In my review of materials from the 1970 Revival and from reports I recall receiving from others at the time, there were many testimonies about giving up cheating, lying, gossip, drinking alcohol, smoking, sexual petting, premarital sex or persons having an “insufficient prayer life.” It is almost exclusively about individual sins or a shortcoming of one’s self. Where are the witnesses who say, “We must now speak out against racism, war, poverty or violence?”
I do not agree with all of Gilbert’s perspectives, including some in this letter. That would make him happy… and he would, no doubt, want to have a conversation about where we differ and what we might together learn. Even so, I very much believe his call to an intelligent faith that combines personal and social transformation, informed by careful biblical and theological work was right then, and continues to be right today.

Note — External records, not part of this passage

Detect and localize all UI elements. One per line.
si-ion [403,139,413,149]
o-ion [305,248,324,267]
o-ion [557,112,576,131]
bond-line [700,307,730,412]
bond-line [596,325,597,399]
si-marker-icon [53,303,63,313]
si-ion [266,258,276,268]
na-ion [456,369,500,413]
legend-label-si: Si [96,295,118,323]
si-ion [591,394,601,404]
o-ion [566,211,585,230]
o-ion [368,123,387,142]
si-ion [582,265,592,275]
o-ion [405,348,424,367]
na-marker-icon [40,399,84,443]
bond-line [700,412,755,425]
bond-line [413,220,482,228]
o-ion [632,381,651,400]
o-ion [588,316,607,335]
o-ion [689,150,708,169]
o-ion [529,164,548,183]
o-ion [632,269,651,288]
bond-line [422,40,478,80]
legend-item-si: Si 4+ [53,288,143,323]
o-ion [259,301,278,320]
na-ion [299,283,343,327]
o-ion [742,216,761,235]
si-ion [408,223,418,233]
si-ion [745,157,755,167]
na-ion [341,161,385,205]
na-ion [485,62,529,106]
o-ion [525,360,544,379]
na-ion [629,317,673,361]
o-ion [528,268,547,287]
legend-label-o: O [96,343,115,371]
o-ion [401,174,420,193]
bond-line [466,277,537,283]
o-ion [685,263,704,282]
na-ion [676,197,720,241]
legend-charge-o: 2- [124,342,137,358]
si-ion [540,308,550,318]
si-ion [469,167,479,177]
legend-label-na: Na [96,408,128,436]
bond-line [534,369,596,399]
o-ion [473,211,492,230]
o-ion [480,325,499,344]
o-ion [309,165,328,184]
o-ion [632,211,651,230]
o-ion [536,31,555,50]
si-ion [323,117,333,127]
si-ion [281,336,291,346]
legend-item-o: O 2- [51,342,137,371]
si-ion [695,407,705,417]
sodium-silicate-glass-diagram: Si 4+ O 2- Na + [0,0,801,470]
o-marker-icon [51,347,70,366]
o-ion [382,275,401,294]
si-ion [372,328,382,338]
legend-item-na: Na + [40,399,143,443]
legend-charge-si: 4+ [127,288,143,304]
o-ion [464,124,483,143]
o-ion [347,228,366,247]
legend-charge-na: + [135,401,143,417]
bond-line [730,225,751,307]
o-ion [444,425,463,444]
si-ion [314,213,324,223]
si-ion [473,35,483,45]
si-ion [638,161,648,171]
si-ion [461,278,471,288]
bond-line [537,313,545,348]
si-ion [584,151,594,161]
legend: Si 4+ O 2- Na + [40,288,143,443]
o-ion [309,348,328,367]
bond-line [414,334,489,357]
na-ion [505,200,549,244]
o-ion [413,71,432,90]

I can already hear some saying, but you must begin with the individual, then “changed persons will change society.” My response: Where is your evidence? It has now been fifty years. If you disagree, please point me to how this “revival” made the kind of difference in our society that came from the revivals of the Second Great Awakening. The Cane Ridge Revival began forty-six miles from Wilmore and one-hundred-and-sixty-nine years earlier.

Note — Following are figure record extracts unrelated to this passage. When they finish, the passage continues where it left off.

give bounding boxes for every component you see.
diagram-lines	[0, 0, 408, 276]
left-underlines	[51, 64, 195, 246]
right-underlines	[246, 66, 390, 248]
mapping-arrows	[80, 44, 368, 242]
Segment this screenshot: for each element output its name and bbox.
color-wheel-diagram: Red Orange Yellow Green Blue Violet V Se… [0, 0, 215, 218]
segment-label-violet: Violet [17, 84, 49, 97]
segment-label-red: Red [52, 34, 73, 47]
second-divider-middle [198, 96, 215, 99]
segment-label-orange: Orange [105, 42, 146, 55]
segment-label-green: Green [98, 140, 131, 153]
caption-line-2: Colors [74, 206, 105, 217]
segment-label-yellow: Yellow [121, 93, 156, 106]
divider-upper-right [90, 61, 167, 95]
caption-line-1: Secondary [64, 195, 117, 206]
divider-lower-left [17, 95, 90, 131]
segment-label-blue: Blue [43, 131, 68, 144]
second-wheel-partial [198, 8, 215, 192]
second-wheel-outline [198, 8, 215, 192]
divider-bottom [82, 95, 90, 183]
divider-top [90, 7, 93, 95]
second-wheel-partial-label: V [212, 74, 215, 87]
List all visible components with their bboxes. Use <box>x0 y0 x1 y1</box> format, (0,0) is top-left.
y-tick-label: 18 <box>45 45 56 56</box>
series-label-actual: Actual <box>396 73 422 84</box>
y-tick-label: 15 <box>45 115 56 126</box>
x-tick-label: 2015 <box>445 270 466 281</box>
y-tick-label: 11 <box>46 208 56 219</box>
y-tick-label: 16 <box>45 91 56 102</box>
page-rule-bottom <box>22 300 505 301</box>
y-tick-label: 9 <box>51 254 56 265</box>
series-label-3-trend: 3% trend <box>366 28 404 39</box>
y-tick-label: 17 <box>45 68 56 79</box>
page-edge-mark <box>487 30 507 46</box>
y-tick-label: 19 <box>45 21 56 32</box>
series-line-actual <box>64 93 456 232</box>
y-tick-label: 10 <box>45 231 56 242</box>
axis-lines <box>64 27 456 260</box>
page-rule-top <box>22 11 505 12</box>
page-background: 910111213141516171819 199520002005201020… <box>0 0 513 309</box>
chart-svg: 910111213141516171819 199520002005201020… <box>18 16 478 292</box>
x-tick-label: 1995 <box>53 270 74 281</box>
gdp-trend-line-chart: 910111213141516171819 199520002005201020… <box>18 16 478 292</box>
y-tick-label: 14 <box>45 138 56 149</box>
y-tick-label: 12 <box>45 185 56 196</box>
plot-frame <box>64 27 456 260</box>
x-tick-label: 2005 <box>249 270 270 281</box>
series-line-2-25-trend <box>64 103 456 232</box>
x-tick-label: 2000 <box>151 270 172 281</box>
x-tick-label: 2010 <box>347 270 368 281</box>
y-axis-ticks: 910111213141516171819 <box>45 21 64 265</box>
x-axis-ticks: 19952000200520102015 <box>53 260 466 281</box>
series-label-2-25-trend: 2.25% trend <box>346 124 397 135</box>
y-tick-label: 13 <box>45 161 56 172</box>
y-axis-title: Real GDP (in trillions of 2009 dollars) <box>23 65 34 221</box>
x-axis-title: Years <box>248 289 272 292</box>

Other “Awakenings” or revivals involved more than an adjustment of personal pieties or individual behaviors and beliefs. For early Evangelicals like John Wesley or John Calvin, institutional changes accompanied personal change. For the Anabaptists, a new personal faith meant a commitment to pacifism and the persecution that ensued. There is the conversion of John Newton who wrote the lyric we now sing as “Amazing Grace.” Newton’s conversion led him to become an abolitionist, after serving as the captian of slave ships. More recently one thinks of the bombing of Coventry Cathedral in England and the ensuing spiritual awakening resulting in international work at peacemaking (See: Fire in Coventry, Varney, Stephen: Hoder and Stoughton Ltd., 1974). Dozens of other examples could be cited; the sadness is that even today Asbury College and Seminary have fallen into the narrow valleys of a tamed evangelism and pursue cultural stances that are more informed by reactionary political elites and shaped by categories of individualism.
Professor Gilbert James and Eugene Carson Blake, General Secretary of the World Council of Churches, Taize Community, circa 1971. Used Courtesy of the Archives and Special Collections, Asbury Theological Seminary.

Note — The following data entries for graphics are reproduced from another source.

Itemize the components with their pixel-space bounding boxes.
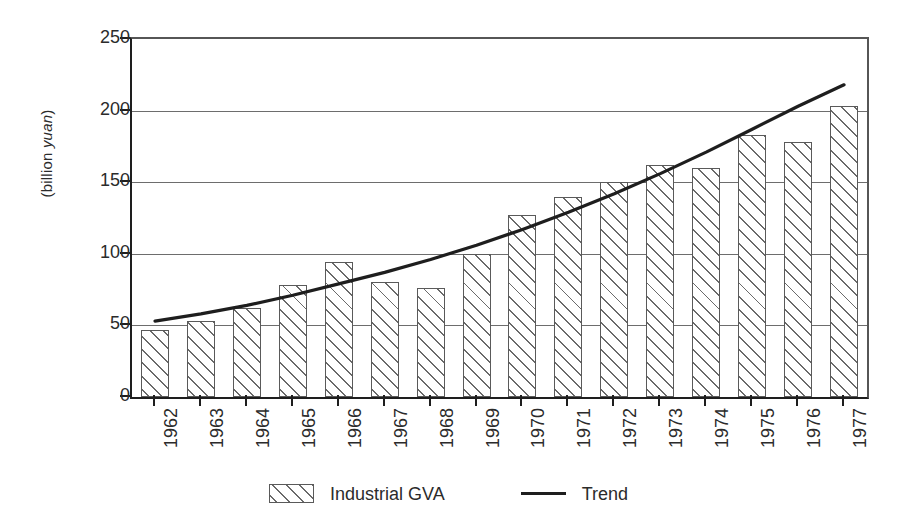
legend-item-industrial-gva: Industrial GVA: [269, 484, 445, 503]
x-tick-mark: [658, 395, 660, 406]
bar: [141, 330, 169, 397]
bar: [830, 106, 858, 397]
x-tick-label: 1968: [438, 408, 456, 470]
bar: [600, 182, 628, 397]
x-tick-mark: [796, 395, 798, 406]
legend-swatch-hatched-icon: [269, 484, 314, 503]
x-tick-mark: [199, 395, 201, 406]
x-tick-mark: [704, 395, 706, 406]
x-tick-mark: [566, 395, 568, 406]
bar: [417, 288, 445, 397]
x-tick-mark: [750, 395, 752, 406]
bar: [554, 197, 582, 397]
bar: [325, 262, 353, 397]
bar: [187, 321, 215, 397]
x-tick-label: 1974: [713, 408, 731, 470]
x-tick-label: 1970: [529, 408, 547, 470]
x-tick-label: 1965: [300, 408, 318, 470]
x-axis-labels: 1962196319641965196619671968196919701971…: [130, 408, 865, 472]
bar: [463, 254, 491, 397]
x-tick-label: 1973: [667, 408, 685, 470]
bar: [508, 215, 536, 397]
y-tick-label: 200: [72, 100, 130, 118]
bar: [738, 135, 766, 397]
bar: [646, 165, 674, 397]
y-tick-label: 250: [72, 28, 130, 46]
bar: [371, 282, 399, 397]
x-axis-ticks: [130, 395, 865, 409]
bar: [233, 308, 261, 397]
x-tick-label: 1969: [484, 408, 502, 470]
chart-figure: (billion yuan) 250200150100500 196219631…: [0, 0, 897, 527]
chart-legend: Industrial GVA Trend: [0, 484, 897, 503]
x-tick-label: 1971: [575, 408, 593, 470]
x-tick-label: 1975: [759, 408, 777, 470]
x-tick-label: 1966: [346, 408, 364, 470]
legend-label-trend: Trend: [582, 485, 628, 503]
x-tick-mark: [520, 395, 522, 406]
legend-label-industrial-gva: Industrial GVA: [330, 485, 445, 503]
plot-area: [130, 37, 869, 399]
x-tick-label: 1976: [805, 408, 823, 470]
y-tick-label: 150: [72, 171, 130, 189]
gridline: [132, 111, 867, 112]
x-tick-mark: [153, 395, 155, 406]
x-tick-label: 1972: [621, 408, 639, 470]
x-tick-label: 1962: [162, 408, 180, 470]
x-tick-mark: [842, 395, 844, 406]
bar: [692, 168, 720, 397]
x-tick-mark: [612, 395, 614, 406]
y-axis: 250200150100500: [0, 37, 130, 395]
x-tick-mark: [337, 395, 339, 406]
y-tick-label: 100: [72, 243, 130, 261]
x-tick-mark: [383, 395, 385, 406]
x-tick-label: 1963: [208, 408, 226, 470]
x-tick-label: 1977: [851, 408, 869, 470]
bar: [784, 142, 812, 397]
y-tick-label: 50: [72, 314, 130, 332]
x-tick-mark: [245, 395, 247, 406]
x-tick-label: 1964: [254, 408, 272, 470]
y-tick-label: 0: [72, 386, 130, 404]
legend-item-trend: Trend: [521, 485, 628, 503]
bar: [279, 285, 307, 397]
x-tick-mark: [291, 395, 293, 406]
legend-swatch-line-icon: [521, 492, 566, 495]
x-tick-mark: [475, 395, 477, 406]
x-tick-label: 1967: [392, 408, 410, 470]
x-tick-mark: [429, 395, 431, 406]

Gilbert James was way ahead of me in 1970, and I suspect even now. When traveling with him for a seminary class in Chicago, New York, Detroit or Minneapolis, it was always amazing how he nudged us forward to see the broader ecology and the challenges of ministry in urban settings. It was even more astonishing meeting the people he brought to those seminars. Today I think of Letty Russell, Bill Stringfellow, Bill Pannell, George Riddick, Richard Leuke, Stan Hallett and George Weber, to name only a few.
A 1974 article by Gilbert entitled “The Use and Abuse of Power: A Study of the Principalities and Powers” demonstrates his understandings of the challenges Christians face in urban ecologies. He understood the need to seek transformation that is more than individual renewal (http://place.asburyseminary.edu/firstfruitspapers/15/).
My last visit with Gilbert was, I believe, in the fall of 1978. Having finished my doctoral work, I was asked to cover his seminary classes for a semester. My brilliant teacher was decending into early onset dementia. He would die in 1982 at the age of 66. I traveled to the seminary from my home at the time in Evansville, Indiana.
As I walked down a hallway in the seminary’s administration building, there was Gilbert heading toward the mail room. As he approached, we both began to weep. Then he gave me a hug and said, “I should know but I can’t place who you are.”
Ah, Gilbert, my friend, my beloved teacher, what is truly sad is that too few today remember who YOU are!